Wednesday, May 27, 2020

Debugging TypeScript Phaser Apps Server and Client-side Using VS Code

I’m using the Phaser game development platform to teach my kids some video game design and programming concepts (I previously used LEGO to draw my daughter into building game sprites). As a new Phaser user, I'm finding there isn't enough writing out there about using the Phaser 3 HTML5 game development platform with TypeScript, so I feel I should add my 0.02c. My first contribution is about debugging with breakpoints in Phaser and Visual Studio Code (VSCode).

Note: You can read more about setting up VSCode for TypeScript debugging on the Microsoft site, but one tip is to remember you'll need to make sure you have "sourceMap": true in your tsconfig.json file.

Most likely, if you're using Phaser for a multi-player game, you're probably using Node.js and Express to fire up a server for the Phaser client-side code.
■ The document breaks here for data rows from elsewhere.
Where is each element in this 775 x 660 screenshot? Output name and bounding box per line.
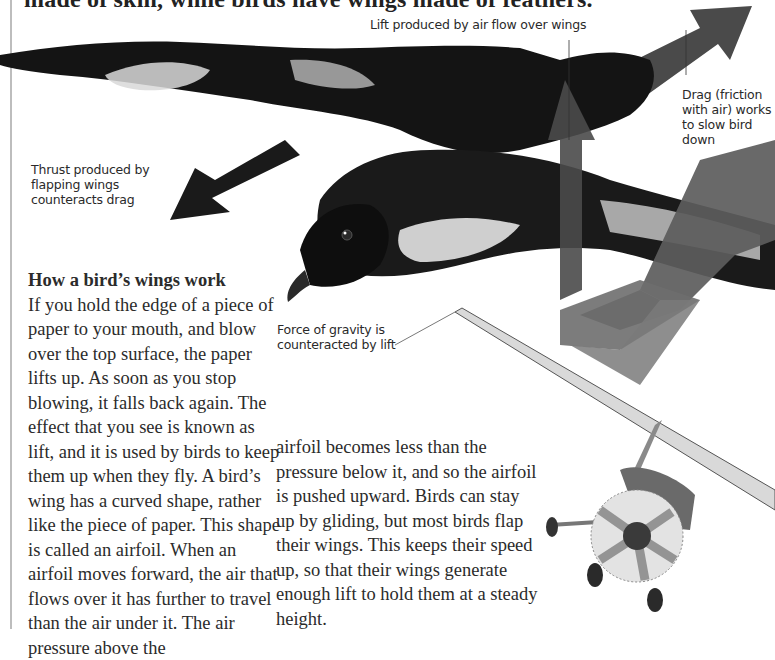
drag-caption: Drag (friction with air) works to slow b… [682, 87, 775, 147]
thrust-arrow-icon [170, 140, 300, 220]
body-paragraph-right: airfoil becomes less than the pressure b… [276, 435, 538, 631]
body-text-left-column: How a bird’s wings work If you hold the … [28, 268, 283, 660]
body-paragraph-left: If you hold the edge of a piece of paper… [28, 293, 283, 660]
body-text-right-column: airfoil becomes less than the pressure b… [276, 435, 538, 631]
lift-caption: Lift produced by air flow over wings [370, 17, 586, 32]
gravity-caption: Force of gravity is counteracted by lift [277, 322, 417, 352]
section-heading: How a bird’s wings work [28, 268, 283, 293]
gravity-arrow-icon [560, 280, 700, 385]
thrust-caption: Thrust produced by flapping wings counte… [31, 162, 171, 207]
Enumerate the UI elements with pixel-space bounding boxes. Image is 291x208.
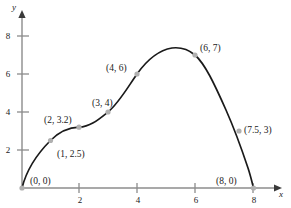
y-axis-arrow-icon: [18, 10, 25, 18]
point-annotation-1-2-5: (1, 2.5): [57, 150, 85, 160]
y-tick-label-8: 8: [3, 32, 13, 41]
x-tick-label-8: 8: [248, 196, 260, 205]
data-point-marker: [76, 125, 81, 130]
data-point-marker: [19, 185, 24, 190]
x-tick-label-6: 6: [190, 196, 202, 205]
y-axis-label: y: [12, 3, 16, 12]
point-annotation-7-5-3: (7.5, 3): [244, 126, 272, 136]
y-tick-marks: [17, 36, 29, 150]
point-annotation-0-0: (0, 0): [30, 177, 51, 187]
chart-figure: y x 2 4 6 8 2 4 6 8 (0, 0) (1, 2.5) (2, …: [0, 0, 291, 208]
point-annotation-3-4: (3, 4): [92, 99, 113, 109]
y-tick-label-2: 2: [3, 146, 13, 155]
y-tick-label-4: 4: [3, 108, 13, 117]
x-axis-label: x: [279, 190, 283, 199]
y-tick-label-6: 6: [3, 70, 13, 79]
data-point-marker: [48, 138, 53, 143]
x-tick-label-2: 2: [74, 196, 86, 205]
data-point-marker: [134, 71, 139, 76]
point-annotation-4-6: (4, 6): [106, 64, 127, 74]
point-annotation-6-7: (6, 7): [200, 44, 221, 54]
point-annotation-2-3-2: (2, 3.2): [44, 116, 72, 126]
data-point-marker: [105, 109, 110, 114]
point-annotation-8-0: (8, 0): [216, 177, 237, 187]
data-point-marker: [251, 185, 256, 190]
data-point-marker: [192, 52, 197, 57]
x-tick-label-4: 4: [132, 196, 144, 205]
data-point-marker: [236, 128, 241, 133]
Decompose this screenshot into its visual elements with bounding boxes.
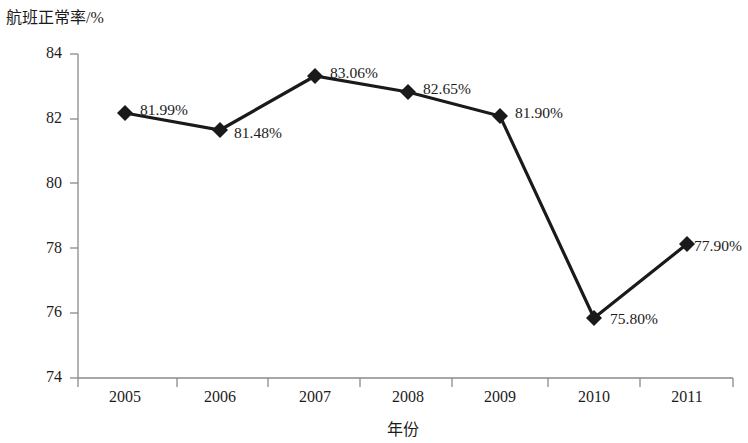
data-label-2006: 81.48% <box>234 124 282 142</box>
data-marker-2009 <box>492 108 508 124</box>
x-axis-title-text: 年份 <box>387 416 419 440</box>
data-label-2008: 82.65% <box>423 80 471 98</box>
x-tick-label-2008: 2008 <box>368 388 448 406</box>
flight-punctuality-line-chart: 航班正常率/% 84 82 80 78 76 74 <box>0 0 748 443</box>
data-label-2009: 81.90% <box>515 104 563 122</box>
data-marker-2007 <box>307 68 323 84</box>
x-tick-label-2005: 2005 <box>85 388 165 406</box>
x-tick-label-2011: 2011 <box>647 388 727 406</box>
data-marker-2006 <box>212 122 228 138</box>
data-label-2010: 75.80% <box>610 310 658 328</box>
data-label-2011: 77.90% <box>694 237 742 255</box>
data-marker-2005 <box>117 105 133 121</box>
data-marker-2008 <box>400 84 416 100</box>
x-axis-title: 年份 <box>0 416 748 440</box>
data-line-series-0 <box>125 76 687 318</box>
data-label-2007: 83.06% <box>330 64 378 82</box>
data-markers <box>117 68 695 326</box>
data-label-2005: 81.99% <box>140 101 188 119</box>
x-tick-label-2010: 2010 <box>554 388 634 406</box>
x-tick-label-2006: 2006 <box>180 388 260 406</box>
x-tick-label-2009: 2009 <box>460 388 540 406</box>
x-tick-label-2007: 2007 <box>275 388 355 406</box>
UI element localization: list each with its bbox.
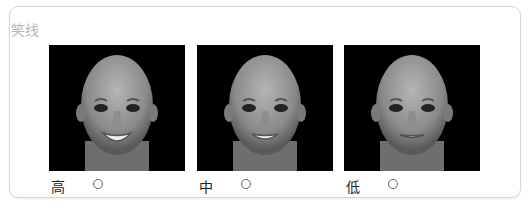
radio-medium[interactable] xyxy=(241,179,251,189)
option-low[interactable]: 低 xyxy=(344,45,480,171)
radio-high[interactable] xyxy=(93,179,103,189)
option-label-low: 低 xyxy=(346,176,360,196)
option-row-high: 高 xyxy=(49,176,185,196)
option-medium[interactable]: 中 xyxy=(197,45,333,171)
face-image-low-smile[interactable] xyxy=(344,45,480,171)
option-row-low: 低 xyxy=(344,176,480,196)
face-image-high-smile[interactable] xyxy=(49,45,185,171)
radio-low[interactable] xyxy=(388,179,398,189)
option-high[interactable]: 高 xyxy=(49,45,185,171)
section-title: 笑线 xyxy=(11,19,39,39)
option-row-medium: 中 xyxy=(197,176,333,196)
face-image-medium-smile[interactable] xyxy=(197,45,333,171)
option-label-medium: 中 xyxy=(199,176,213,196)
option-label-high: 高 xyxy=(51,176,65,196)
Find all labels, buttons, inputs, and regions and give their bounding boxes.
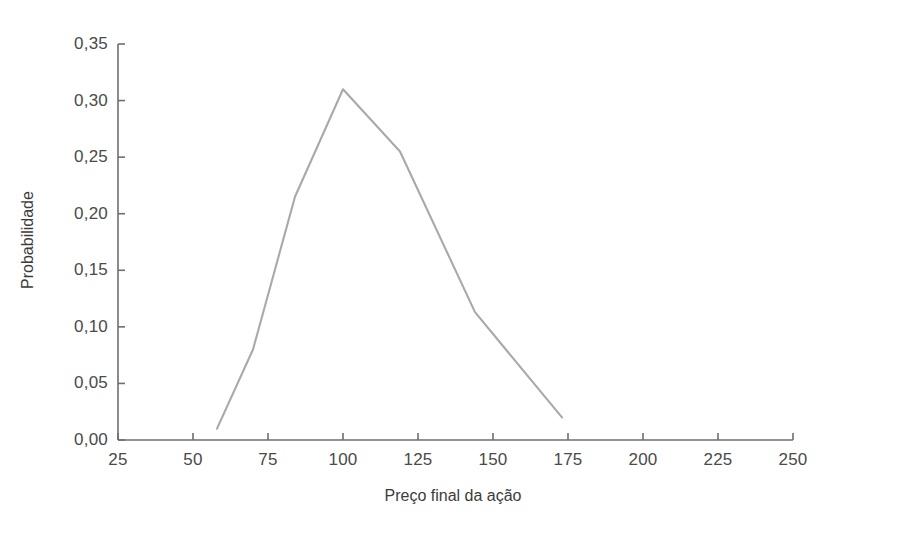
y-axis-tick-label: 0,25 bbox=[50, 147, 108, 167]
x-axis-tick-label: 150 bbox=[479, 450, 508, 470]
x-axis-tick-label: 75 bbox=[258, 450, 277, 470]
x-axis-tick-label: 50 bbox=[183, 450, 202, 470]
y-axis-tick-label: 0,35 bbox=[50, 34, 108, 54]
x-axis-tick-label: 125 bbox=[404, 450, 433, 470]
y-axis-tick-label: 0,00 bbox=[50, 430, 108, 450]
data-series-lines bbox=[217, 89, 562, 428]
y-axis-tick-label: 0,05 bbox=[50, 373, 108, 393]
y-axis-tick-label: 0,30 bbox=[50, 91, 108, 111]
y-axis-ticks bbox=[118, 44, 125, 440]
x-axis-tick-label: 25 bbox=[108, 450, 127, 470]
axis-lines bbox=[118, 44, 793, 440]
x-axis-tick-label: 200 bbox=[629, 450, 658, 470]
y-axis-tick-label: 0,20 bbox=[50, 204, 108, 224]
y-axis-tick-label: 0,10 bbox=[50, 317, 108, 337]
x-axis-tick-label: 175 bbox=[554, 450, 583, 470]
data-series-line bbox=[217, 89, 562, 428]
x-axis-tick-label: 250 bbox=[779, 450, 808, 470]
y-axis-tick-label: 0,15 bbox=[50, 260, 108, 280]
x-axis-tick-label: 225 bbox=[704, 450, 733, 470]
y-axis-title: Probabilidade bbox=[19, 191, 37, 289]
x-axis-tick-label: 100 bbox=[329, 450, 358, 470]
chart-container: 0,000,050,100,150,200,250,300,35 2550751… bbox=[0, 0, 906, 537]
chart-plot-area bbox=[0, 0, 906, 537]
x-axis-title: Preço final da ação bbox=[0, 487, 906, 505]
x-axis-ticks bbox=[118, 433, 793, 440]
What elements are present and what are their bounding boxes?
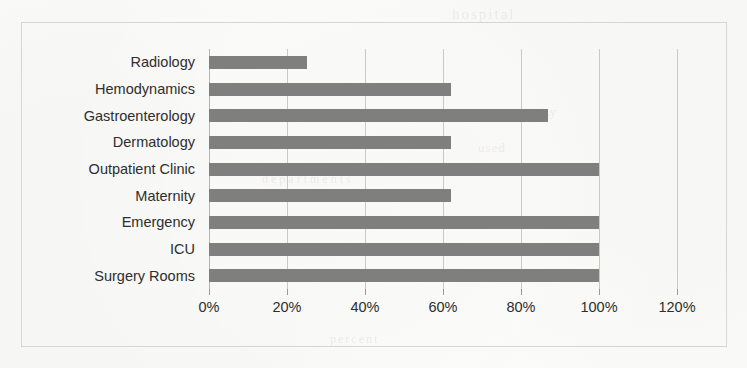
category-label: Radiology [22,49,204,76]
axis-tick-label: 60% [428,299,457,315]
bar[interactable] [209,216,599,229]
axis-tick-mark [443,289,444,295]
bar[interactable] [209,136,451,149]
bar[interactable] [209,269,599,282]
category-label: Dermatology [22,129,204,156]
axis-tick-mark [209,289,210,295]
axis-tick-mark [599,289,600,295]
axis-tick-label: 120% [658,299,695,315]
bar[interactable] [209,243,599,256]
axis-tick-label: 20% [272,299,301,315]
gridline [677,49,678,289]
bleedthrough-text-top: hospital [452,6,516,23]
axis-tick-mark [365,289,366,295]
bar-row [209,182,677,209]
value-axis: 0%20%40%60%80%100%120% [209,289,677,333]
bar-row [209,262,677,289]
bar-row [209,102,677,129]
bar-chart: RadiologyHemodynamicsGastroenterologyDer… [21,22,727,347]
bar[interactable] [209,56,307,69]
bar[interactable] [209,163,599,176]
bar[interactable] [209,109,548,122]
axis-tick-mark [677,289,678,295]
bar-row [209,209,677,236]
axis-tick-label: 40% [350,299,379,315]
bar-row [209,236,677,263]
chart-plot-wrapper: RadiologyHemodynamicsGastroenterologyDer… [22,23,726,346]
category-axis: RadiologyHemodynamicsGastroenterologyDer… [22,49,204,289]
axis-tick-label: 80% [506,299,535,315]
bar[interactable] [209,189,451,202]
category-label: Hemodynamics [22,76,204,103]
category-label: ICU [22,236,204,263]
bar-row [209,156,677,183]
axis-tick-mark [521,289,522,295]
category-label: Surgery Rooms [22,262,204,289]
category-label: Gastroenterology [22,102,204,129]
axis-tick-label: 100% [580,299,617,315]
category-label: Maternity [22,182,204,209]
bar-row [209,76,677,103]
axis-tick-mark [287,289,288,295]
bars-group [209,49,677,289]
category-label: Emergency [22,209,204,236]
bar-row [209,129,677,156]
axis-tick-label: 0% [199,299,220,315]
bar[interactable] [209,83,451,96]
category-label: Outpatient Clinic [22,156,204,183]
bar-row [209,49,677,76]
plot-area [209,49,677,289]
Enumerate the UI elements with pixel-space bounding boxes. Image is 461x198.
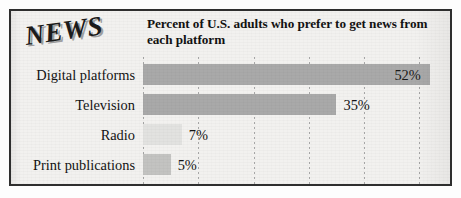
bar-value-label: 7% bbox=[189, 120, 208, 150]
chart-row: Print publications5% bbox=[11, 150, 450, 180]
news-logo: NEWS bbox=[25, 15, 145, 55]
page-title-line-1: Percent of U.S. adults who prefer to get bbox=[147, 16, 366, 31]
bar-category-label: Digital platforms bbox=[11, 60, 135, 90]
bar-value-label: 52% bbox=[394, 60, 420, 90]
bar-value-label: 35% bbox=[343, 90, 369, 120]
chart-row: Radio7% bbox=[11, 120, 450, 150]
bar-category-label: Television bbox=[11, 90, 135, 120]
bar-track: 52% bbox=[143, 60, 450, 90]
news-infographic-screenshot: NEWS Percent of U.S. adults who prefer t… bbox=[0, 0, 461, 198]
bar-category-label: Radio bbox=[11, 120, 135, 150]
bar-track: 7% bbox=[143, 120, 450, 150]
chart-row: Digital platforms52% bbox=[11, 60, 450, 90]
chart-header: NEWS Percent of U.S. adults who prefer t… bbox=[11, 11, 450, 58]
bar bbox=[143, 94, 336, 115]
chart-frame: NEWS Percent of U.S. adults who prefer t… bbox=[9, 9, 452, 186]
page-title: Percent of U.S. adults who prefer to get… bbox=[147, 16, 439, 47]
bar-track: 5% bbox=[143, 150, 450, 180]
bar bbox=[143, 124, 182, 145]
bar-track: 35% bbox=[143, 90, 450, 120]
news-logo-text: NEWS bbox=[23, 10, 105, 52]
chart-rows: Digital platforms52%Television35%Radio7%… bbox=[11, 57, 450, 186]
bar bbox=[143, 154, 171, 175]
chart-row: Television35% bbox=[11, 90, 450, 120]
bar-category-label: Print publications bbox=[11, 150, 135, 180]
bar-chart-plot-area: Digital platforms52%Television35%Radio7%… bbox=[11, 57, 450, 186]
bar-value-label: 5% bbox=[178, 150, 197, 180]
bar bbox=[143, 64, 430, 85]
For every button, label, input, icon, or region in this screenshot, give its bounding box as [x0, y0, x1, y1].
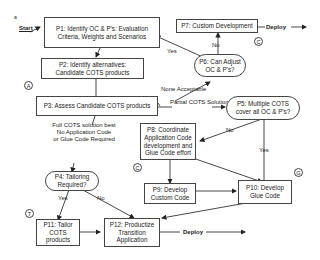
node-p2-identify-alternatives: P2: Identify alternatives: Candidate COT… — [41, 58, 144, 79]
node-p10-label: P10: Develop Glue Code — [241, 184, 289, 199]
edge-label-p5-yes: Yes — [259, 147, 269, 154]
edge-label-p6-yes: Yes — [167, 48, 177, 55]
edge-label-deploy-bottom: Deploy — [183, 229, 203, 236]
connector-marker-c-top: C — [254, 37, 263, 46]
node-p9-develop-custom-code: P9: Develop Custom Code — [144, 183, 196, 204]
node-p6-can-adjust: P6: Can Adjust OC & P's? — [194, 54, 246, 77]
node-p9-label: P9: Develop Custom Code — [147, 186, 193, 201]
edge-label-full-cots-line1: Full COTS solution best — [44, 122, 124, 129]
node-p12-productize: P12: Productize Transition Application — [104, 218, 160, 247]
node-p7-custom-development: P7: Custom Development — [176, 19, 258, 33]
edge-label-full-cots-line3: or Glue Code Required — [44, 136, 124, 143]
edge-label-none-acceptable: None Acceptable — [161, 86, 206, 93]
node-p7-label: P7: Custom Development — [181, 22, 253, 30]
edge-label-full-cots-line2: No Application Code — [44, 129, 124, 136]
node-p8-label: P8: Coordinate Application Code developm… — [143, 126, 193, 156]
edge-label-p4-yes: Yes — [58, 195, 68, 202]
connector-marker-a: A — [24, 81, 33, 90]
edge-label-p5-no: No — [226, 127, 234, 134]
node-p1-identify-oc: P1: Identify OC & P's: Evaluation Criter… — [44, 17, 160, 48]
node-p1-label: P1: Identify OC & P's: Evaluation Criter… — [47, 25, 157, 40]
node-p4-label: P4: Tailoring Required? — [48, 173, 96, 188]
edge-label-partial-cots: Partial COTS Solution Best — [170, 99, 212, 106]
node-p12-label: P12: Productize Transition Application — [107, 221, 157, 244]
node-p10-develop-glue-code: P10: Develop Glue Code — [238, 180, 292, 204]
edge-label-p6-no: No — [212, 42, 220, 49]
node-p11-tailor-cots: P11: Tailor COTS products — [36, 219, 80, 246]
node-p8-coordinate-code: P8: Coordinate Application Code developm… — [140, 123, 196, 160]
node-p5-label: P5: Multiple COTS cover all OC & P's? — [229, 100, 297, 115]
connector-marker-t: T — [25, 209, 34, 218]
node-p5-multiple-cots: P5: Multiple COTS cover all OC & P's? — [226, 96, 300, 120]
node-p11-label: P11: Tailor COTS products — [39, 221, 77, 244]
connector-marker-c-mid: C — [133, 163, 142, 172]
node-p2-label: P2: Identify alternatives: Candidate COT… — [44, 61, 141, 76]
edge-label-full-cots: Full COTS solution best No Application C… — [44, 122, 124, 144]
node-p6-label: P6: Can Adjust OC & P's? — [197, 58, 243, 73]
connector-marker-g: G — [294, 168, 303, 177]
edge-label-p4-no: No — [97, 195, 105, 202]
node-p3-label: P3: Assess Candidate COTS products — [44, 102, 151, 110]
node-p3-assess-cots: P3: Assess Candidate COTS products — [36, 96, 158, 116]
start-marker: a — [14, 14, 17, 21]
node-p4-tailoring-required: P4: Tailoring Required? — [45, 171, 99, 191]
edge-label-deploy-top: Deploy — [266, 24, 286, 31]
start-label: Start — [19, 25, 33, 32]
cots-process-flowchart: a Start P1: Identify OC & P's: Evaluatio… — [0, 0, 320, 260]
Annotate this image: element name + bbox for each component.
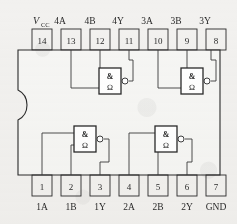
- pin-number-2: 2: [69, 182, 74, 192]
- pin-number-8: 8: [214, 36, 219, 46]
- pin-number-9: 9: [185, 36, 190, 46]
- pin-label-vcc-v: V: [33, 15, 41, 26]
- bottom-pin-numbers: 1 2 3 4 5 6 7: [40, 182, 219, 192]
- gate-3-and-symbol: &: [189, 72, 196, 81]
- gate-2-and-symbol: &: [163, 130, 170, 139]
- gate-4-invert-bubble: [122, 78, 128, 84]
- pin-number-10: 10: [154, 36, 164, 46]
- pin-label-3b: 3B: [170, 16, 181, 26]
- gate-1-inner-glyph: Ω: [82, 141, 88, 150]
- pin-label-2a: 2A: [123, 202, 135, 212]
- pin-number-6: 6: [185, 182, 190, 192]
- gate-1-invert-bubble: [97, 136, 103, 142]
- pin-label-vcc-sub: CC: [41, 21, 50, 28]
- pin-number-12: 12: [96, 36, 105, 46]
- gate-4-and-symbol: &: [107, 72, 114, 81]
- gate-4-inner-glyph: Ω: [107, 83, 113, 92]
- pin-label-3y: 3Y: [199, 16, 211, 26]
- pin-number-5: 5: [156, 182, 161, 192]
- pin-label-gnd: GND: [206, 202, 227, 212]
- pin-label-4y: 4Y: [112, 16, 124, 26]
- pin-number-13: 13: [67, 36, 77, 46]
- pin-number-4: 4: [127, 182, 132, 192]
- pin-number-3: 3: [98, 182, 103, 192]
- pin-number-7: 7: [214, 182, 219, 192]
- gate-2-invert-bubble: [178, 136, 184, 142]
- top-pin-numbers: 14 13 12 11 10 9 8: [38, 36, 219, 46]
- pin-label-1b: 1B: [65, 202, 76, 212]
- pin-label-1y: 1Y: [94, 202, 106, 212]
- pin-label-2b: 2B: [152, 202, 163, 212]
- pin-label-4a: 4A: [54, 16, 66, 26]
- pin-label-3a: 3A: [141, 16, 153, 26]
- ic-pinout-figure: V CC 4A 4B 4Y 3A 3B 3Y 14 13 12 11 10 9 …: [0, 0, 237, 224]
- gate-1-and-symbol: &: [82, 130, 89, 139]
- pin-number-11: 11: [125, 36, 134, 46]
- gate-3-inner-glyph: Ω: [189, 83, 195, 92]
- top-pin-labels: V CC 4A 4B 4Y 3A 3B 3Y: [33, 15, 211, 28]
- pin-number-1: 1: [40, 182, 45, 192]
- pin-label-4b: 4B: [84, 16, 95, 26]
- pin-label-2y: 2Y: [181, 202, 193, 212]
- pin-number-14: 14: [38, 36, 48, 46]
- pin-label-1a: 1A: [36, 202, 48, 212]
- gate-3-invert-bubble: [204, 78, 210, 84]
- bottom-pin-labels: 1A 1B 1Y 2A 2B 2Y GND: [36, 202, 226, 212]
- gate-2-inner-glyph: Ω: [163, 141, 169, 150]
I found this complicated debugging with breakpoints in VS Code, and I haven't been able to get a single configuration to hit breakpoints in both the server and client-side code. This makes sense, but I still thought it would be handled more easily.

If I launch a debugger for the server, any breakpoints I've set in my client-side code show "Breakpoint set but not yet bound" or the more direct error, "Breakpoint ignored because generated code not found (source map problem?)" My workaround is to launch the debugger depending on which breakpoints I need.

Server-side debugging

To debug the server, use VSCode attach to process and choose the dist/server.js process (server.js is the transpiled version of my server.ts file that starts the Node.js server).

VS Code server-side breakpoint Geeklit Blog


Client-side debugging

To debug the client (uses Visual Studio Code Chrome debugger extension), I use VSCode to launch the debugger with the Launch client-side task.

Here is the entire launch.json file that supports both client and server-side debugging with breakpoints: 

{
    // Use IntelliSense to learn about possible attributes.
    // Hover to view descriptions of existing attributes.
    // For more information, visit: https://go.microsoft.com/fwlink/?linkid=830387
    "version": "0.2.0",
    "configurations": [
        {
            "name": "Launch client-side: localhost:8080",
            "type": "chrome",
            "request": "launch",
            "url": "http://localhost:8080/index.html",
            "webRoot": "${workspaceFolder}/dist/client"
        },
        {
            "name": "Attach to Process dist/server.js",
            "type": "node",
            "request": "attach",
            "processId": "${command:PickProcess}",
            "port": 8080
        }
    ]
}

1 comment:

Anonymous said...

Thank you very much! No article on the internet is as clear as yours.